At half-past six on the dot, Miriam appeared at the cellar door and said, ‘Good morning,’ brightly. ‘Don’t worry, Membury and the footman helped me with the coffin. It’s open. We can remove her and begin.’ She did not bother with any polite questions as to how he had slept, or how he felt. She was ready to begin, and she expected him to be also.
Determined to live up to his promises, Daniel followed her inside. The cellar must have been half the size of the ground floor of the house. It was perfectly arranged to be an autopsy room, with large tables, running water, and plenty of space to put a coffin. Other doors led off into further rooms. He presumed it was for analysis, experiments, and maybe even ice boxes to store a body afterwards, until it could be buried.
All kinds of instruments lay neatly put out on trays. He would find out what they did if he had to. Some of them were obvious in their purpose: several Bunsen burners, scales of various degrees of refinement, calipers, magnifying glasses of different sizes.
‘Come in.’ Miriam guided him to where a coffin stood on a trestle, the size and height of the table near it. The lid was open away from the table, so it would be easier to move her body.
Daniel took a deep breath, and looked down at Ebony Graves.
She seemed small, with her face so charred he had no idea what she had been like in life. Most of her hair was gone. He could not have told, from what was left, even what colour it had been. Her jaw must be broken; it hung at an odd angle. The left side of her skull above her ear was terribly misshapen.
He looked at the eyes, then looked again. They were not there. She had no eyes. Just deep hollows where they had been. And now that he looked again, her nose was gone, too. Was this what happened to you, when you were burned?
Miriam touched his elbow.
Gently, they lifted the body out of the coffin, Daniel taking her head, Miriam her feet, and laid her down on the table.
‘Now that you are behaving like a detective, forget the woman she was; the spirit has gone. Where to is a matter of belief. Cling on to whatever seems to you good.’
‘Her hair . . .’ he began. ‘Her eyes and . . . what happened? She looks so – small!’
‘That’s what we’re going to find out,’ she answered gently. ‘You are going to write down everything I can deduce, without touching her. Pick up the pad there, and the pencil, ready to begin. It doesn’t have to be neat, only legible.’
Just as well, Daniel thought silently. He would have trouble holding the pen steady.
Miriam told him the height she measured, with a note that she was not lying straight, so she was probably taller alive. Then she described her clothes, her boots. She touched one of them lightly. ‘It looks . . . too small. It isn’t on properly. I wonder why. Very fashionable. Expensive. A pair of boots like these would cost several guineas.’
‘Could she have worn a smaller size out of vanity?’ Daniel asked.

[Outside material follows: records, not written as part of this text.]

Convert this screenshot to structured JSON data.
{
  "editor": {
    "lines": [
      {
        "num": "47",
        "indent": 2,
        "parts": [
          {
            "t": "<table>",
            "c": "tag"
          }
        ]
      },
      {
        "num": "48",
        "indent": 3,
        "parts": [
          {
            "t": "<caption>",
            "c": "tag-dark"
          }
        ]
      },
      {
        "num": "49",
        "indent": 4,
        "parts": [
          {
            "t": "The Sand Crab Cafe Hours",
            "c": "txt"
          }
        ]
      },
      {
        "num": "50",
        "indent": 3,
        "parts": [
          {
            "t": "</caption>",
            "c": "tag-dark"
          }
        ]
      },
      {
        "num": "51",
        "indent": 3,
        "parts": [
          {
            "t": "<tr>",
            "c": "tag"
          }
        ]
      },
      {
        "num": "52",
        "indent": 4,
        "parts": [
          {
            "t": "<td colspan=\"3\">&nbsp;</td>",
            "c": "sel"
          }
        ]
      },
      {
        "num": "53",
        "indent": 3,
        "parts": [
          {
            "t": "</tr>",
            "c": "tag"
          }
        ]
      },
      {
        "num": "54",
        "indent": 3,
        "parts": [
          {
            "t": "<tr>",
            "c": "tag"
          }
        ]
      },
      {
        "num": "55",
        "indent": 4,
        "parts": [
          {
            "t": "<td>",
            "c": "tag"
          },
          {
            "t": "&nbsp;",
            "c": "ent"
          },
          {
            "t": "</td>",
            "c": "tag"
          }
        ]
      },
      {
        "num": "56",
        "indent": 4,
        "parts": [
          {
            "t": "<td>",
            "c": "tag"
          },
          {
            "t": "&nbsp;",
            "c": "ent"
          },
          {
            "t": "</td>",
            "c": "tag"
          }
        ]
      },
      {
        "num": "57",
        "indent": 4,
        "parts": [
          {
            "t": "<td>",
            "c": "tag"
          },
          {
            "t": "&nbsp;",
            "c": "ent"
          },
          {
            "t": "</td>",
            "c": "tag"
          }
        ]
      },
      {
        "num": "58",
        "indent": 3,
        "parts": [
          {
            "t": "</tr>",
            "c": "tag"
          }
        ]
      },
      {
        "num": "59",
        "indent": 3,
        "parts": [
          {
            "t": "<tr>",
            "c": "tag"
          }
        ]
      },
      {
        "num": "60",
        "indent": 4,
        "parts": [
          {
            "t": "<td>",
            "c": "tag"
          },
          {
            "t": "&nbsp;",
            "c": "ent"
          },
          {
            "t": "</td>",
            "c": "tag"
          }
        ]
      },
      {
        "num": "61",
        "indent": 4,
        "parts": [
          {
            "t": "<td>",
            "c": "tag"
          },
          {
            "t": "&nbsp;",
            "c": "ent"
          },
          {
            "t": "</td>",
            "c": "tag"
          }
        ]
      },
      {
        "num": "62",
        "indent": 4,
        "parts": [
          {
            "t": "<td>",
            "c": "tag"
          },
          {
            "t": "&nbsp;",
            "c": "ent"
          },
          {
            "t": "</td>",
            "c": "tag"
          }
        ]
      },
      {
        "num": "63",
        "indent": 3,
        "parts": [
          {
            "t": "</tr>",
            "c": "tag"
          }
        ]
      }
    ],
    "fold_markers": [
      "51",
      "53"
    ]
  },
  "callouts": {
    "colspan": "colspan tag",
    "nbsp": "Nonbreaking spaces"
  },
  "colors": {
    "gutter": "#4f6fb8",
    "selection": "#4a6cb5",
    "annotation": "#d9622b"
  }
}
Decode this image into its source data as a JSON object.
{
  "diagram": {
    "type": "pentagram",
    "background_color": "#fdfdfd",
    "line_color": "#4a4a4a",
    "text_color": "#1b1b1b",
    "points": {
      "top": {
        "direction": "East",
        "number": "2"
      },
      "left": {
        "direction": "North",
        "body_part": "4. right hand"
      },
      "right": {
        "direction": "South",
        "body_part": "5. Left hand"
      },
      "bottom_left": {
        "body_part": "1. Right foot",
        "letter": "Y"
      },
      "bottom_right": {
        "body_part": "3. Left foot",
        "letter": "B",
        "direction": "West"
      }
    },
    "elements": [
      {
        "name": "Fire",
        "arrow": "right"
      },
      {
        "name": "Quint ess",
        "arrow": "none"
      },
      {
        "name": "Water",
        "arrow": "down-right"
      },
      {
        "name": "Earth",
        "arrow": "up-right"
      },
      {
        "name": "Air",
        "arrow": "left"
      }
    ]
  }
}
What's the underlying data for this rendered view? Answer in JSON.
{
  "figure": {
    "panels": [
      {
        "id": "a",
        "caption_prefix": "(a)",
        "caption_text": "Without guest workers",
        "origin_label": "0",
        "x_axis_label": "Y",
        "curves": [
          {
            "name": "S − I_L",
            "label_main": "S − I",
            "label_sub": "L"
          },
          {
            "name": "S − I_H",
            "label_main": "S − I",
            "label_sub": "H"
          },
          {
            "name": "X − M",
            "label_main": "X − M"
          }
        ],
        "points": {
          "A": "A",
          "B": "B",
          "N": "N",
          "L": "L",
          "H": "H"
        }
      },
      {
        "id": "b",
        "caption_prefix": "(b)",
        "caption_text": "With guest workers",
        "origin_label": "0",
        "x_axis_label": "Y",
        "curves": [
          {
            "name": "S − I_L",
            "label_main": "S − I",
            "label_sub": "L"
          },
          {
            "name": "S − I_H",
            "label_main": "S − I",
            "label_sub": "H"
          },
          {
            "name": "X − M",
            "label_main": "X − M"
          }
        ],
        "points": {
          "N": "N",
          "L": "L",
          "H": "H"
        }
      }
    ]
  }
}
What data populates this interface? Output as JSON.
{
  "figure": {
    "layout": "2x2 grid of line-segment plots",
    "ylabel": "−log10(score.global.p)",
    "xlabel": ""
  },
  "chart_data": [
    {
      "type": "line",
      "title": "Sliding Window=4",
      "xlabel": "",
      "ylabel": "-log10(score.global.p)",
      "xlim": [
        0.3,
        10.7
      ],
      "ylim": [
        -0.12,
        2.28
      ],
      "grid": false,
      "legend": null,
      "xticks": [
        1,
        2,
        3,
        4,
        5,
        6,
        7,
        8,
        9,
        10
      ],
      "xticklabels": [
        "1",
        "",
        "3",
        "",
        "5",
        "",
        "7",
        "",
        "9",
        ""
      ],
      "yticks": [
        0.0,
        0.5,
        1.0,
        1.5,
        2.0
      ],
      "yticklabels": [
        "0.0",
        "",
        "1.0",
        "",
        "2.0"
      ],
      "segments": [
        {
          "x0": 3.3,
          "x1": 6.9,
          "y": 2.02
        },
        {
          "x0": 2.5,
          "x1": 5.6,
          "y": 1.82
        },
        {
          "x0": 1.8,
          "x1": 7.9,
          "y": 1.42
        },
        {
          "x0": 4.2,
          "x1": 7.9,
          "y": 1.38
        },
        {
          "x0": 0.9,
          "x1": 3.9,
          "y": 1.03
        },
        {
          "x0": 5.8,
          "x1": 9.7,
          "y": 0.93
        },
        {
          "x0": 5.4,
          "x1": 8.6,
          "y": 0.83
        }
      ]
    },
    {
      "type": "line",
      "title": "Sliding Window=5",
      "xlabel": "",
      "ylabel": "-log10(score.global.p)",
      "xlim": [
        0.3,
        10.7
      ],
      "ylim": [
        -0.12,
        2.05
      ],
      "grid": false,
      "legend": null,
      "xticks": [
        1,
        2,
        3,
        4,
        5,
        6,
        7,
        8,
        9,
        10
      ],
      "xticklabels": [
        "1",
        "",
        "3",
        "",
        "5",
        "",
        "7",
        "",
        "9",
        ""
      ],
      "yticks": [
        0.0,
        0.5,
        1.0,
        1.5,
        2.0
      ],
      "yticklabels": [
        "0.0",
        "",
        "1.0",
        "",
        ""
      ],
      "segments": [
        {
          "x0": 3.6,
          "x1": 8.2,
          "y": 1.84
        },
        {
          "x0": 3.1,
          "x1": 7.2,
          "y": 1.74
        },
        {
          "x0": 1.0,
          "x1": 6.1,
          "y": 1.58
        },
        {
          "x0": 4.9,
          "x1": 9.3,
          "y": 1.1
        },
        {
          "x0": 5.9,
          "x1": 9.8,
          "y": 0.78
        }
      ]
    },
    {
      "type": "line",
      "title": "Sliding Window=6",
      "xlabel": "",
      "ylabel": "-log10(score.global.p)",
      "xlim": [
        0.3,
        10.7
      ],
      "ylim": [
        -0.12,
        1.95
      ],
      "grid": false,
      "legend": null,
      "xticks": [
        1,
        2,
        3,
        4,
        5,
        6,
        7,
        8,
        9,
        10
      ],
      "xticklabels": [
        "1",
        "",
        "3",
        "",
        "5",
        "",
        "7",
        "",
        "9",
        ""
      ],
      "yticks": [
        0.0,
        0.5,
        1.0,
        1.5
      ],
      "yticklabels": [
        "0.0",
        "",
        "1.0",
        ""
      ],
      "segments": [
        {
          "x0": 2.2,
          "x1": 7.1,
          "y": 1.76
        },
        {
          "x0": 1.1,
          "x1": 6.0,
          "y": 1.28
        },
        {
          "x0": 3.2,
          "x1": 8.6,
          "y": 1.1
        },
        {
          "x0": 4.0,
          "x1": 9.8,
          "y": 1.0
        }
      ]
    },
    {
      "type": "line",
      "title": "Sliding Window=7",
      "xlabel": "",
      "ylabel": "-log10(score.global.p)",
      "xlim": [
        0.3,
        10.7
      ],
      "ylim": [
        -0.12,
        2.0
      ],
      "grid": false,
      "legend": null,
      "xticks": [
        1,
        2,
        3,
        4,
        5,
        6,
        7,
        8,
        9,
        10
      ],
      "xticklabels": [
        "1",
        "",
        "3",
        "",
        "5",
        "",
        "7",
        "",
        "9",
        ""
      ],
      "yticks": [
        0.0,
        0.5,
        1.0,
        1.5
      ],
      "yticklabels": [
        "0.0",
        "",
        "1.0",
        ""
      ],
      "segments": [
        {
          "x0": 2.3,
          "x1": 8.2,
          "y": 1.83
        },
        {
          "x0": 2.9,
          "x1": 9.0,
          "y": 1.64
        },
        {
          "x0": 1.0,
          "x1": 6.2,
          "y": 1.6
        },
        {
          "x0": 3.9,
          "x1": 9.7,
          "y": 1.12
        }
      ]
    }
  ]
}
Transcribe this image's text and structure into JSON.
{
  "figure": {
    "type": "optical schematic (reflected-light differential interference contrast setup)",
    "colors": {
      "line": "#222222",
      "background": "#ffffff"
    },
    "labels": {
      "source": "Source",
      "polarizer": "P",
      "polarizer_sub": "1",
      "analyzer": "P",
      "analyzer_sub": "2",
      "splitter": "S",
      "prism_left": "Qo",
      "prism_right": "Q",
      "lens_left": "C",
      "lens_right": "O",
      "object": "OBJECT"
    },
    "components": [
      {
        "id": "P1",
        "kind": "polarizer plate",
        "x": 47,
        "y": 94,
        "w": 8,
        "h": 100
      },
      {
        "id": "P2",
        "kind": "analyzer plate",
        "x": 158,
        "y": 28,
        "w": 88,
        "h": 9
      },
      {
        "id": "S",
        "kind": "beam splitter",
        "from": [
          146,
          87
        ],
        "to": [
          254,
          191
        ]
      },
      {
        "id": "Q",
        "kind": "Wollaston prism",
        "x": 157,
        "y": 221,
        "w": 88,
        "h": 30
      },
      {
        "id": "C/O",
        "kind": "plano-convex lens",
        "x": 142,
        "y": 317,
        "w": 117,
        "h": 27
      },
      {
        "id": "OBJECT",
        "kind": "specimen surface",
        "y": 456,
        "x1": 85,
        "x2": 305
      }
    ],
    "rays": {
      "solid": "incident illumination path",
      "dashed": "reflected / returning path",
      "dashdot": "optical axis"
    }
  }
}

‘Don’t look very beautiful if your face is creased up in pain.’ She gave a little gesture of pity. ‘It’s not much too small. I wonder if the leather tightened? Or the foot swelled? I’ll have to think more of that when I see her feet, and look at the burns.’
She worked upwards on the body for a few moments in silence. ‘Dress is too short,’ she observed. ‘Not much. But she didn’t seem from her wardrobe to be the sort of woman that skimped on her appearance. And she certainly wouldn’t have had hand-me-downs.’
For a little while, she said nothing more, and Daniel had time to look at the body on the table. The frizzled and burned hair made it easy to see where the blow to the side of the skull had been. It was also easy to see the flesh of the neck, which was burned to the bone in some places. In other areas, he could see the flesh coming away from the bone, burned deeply.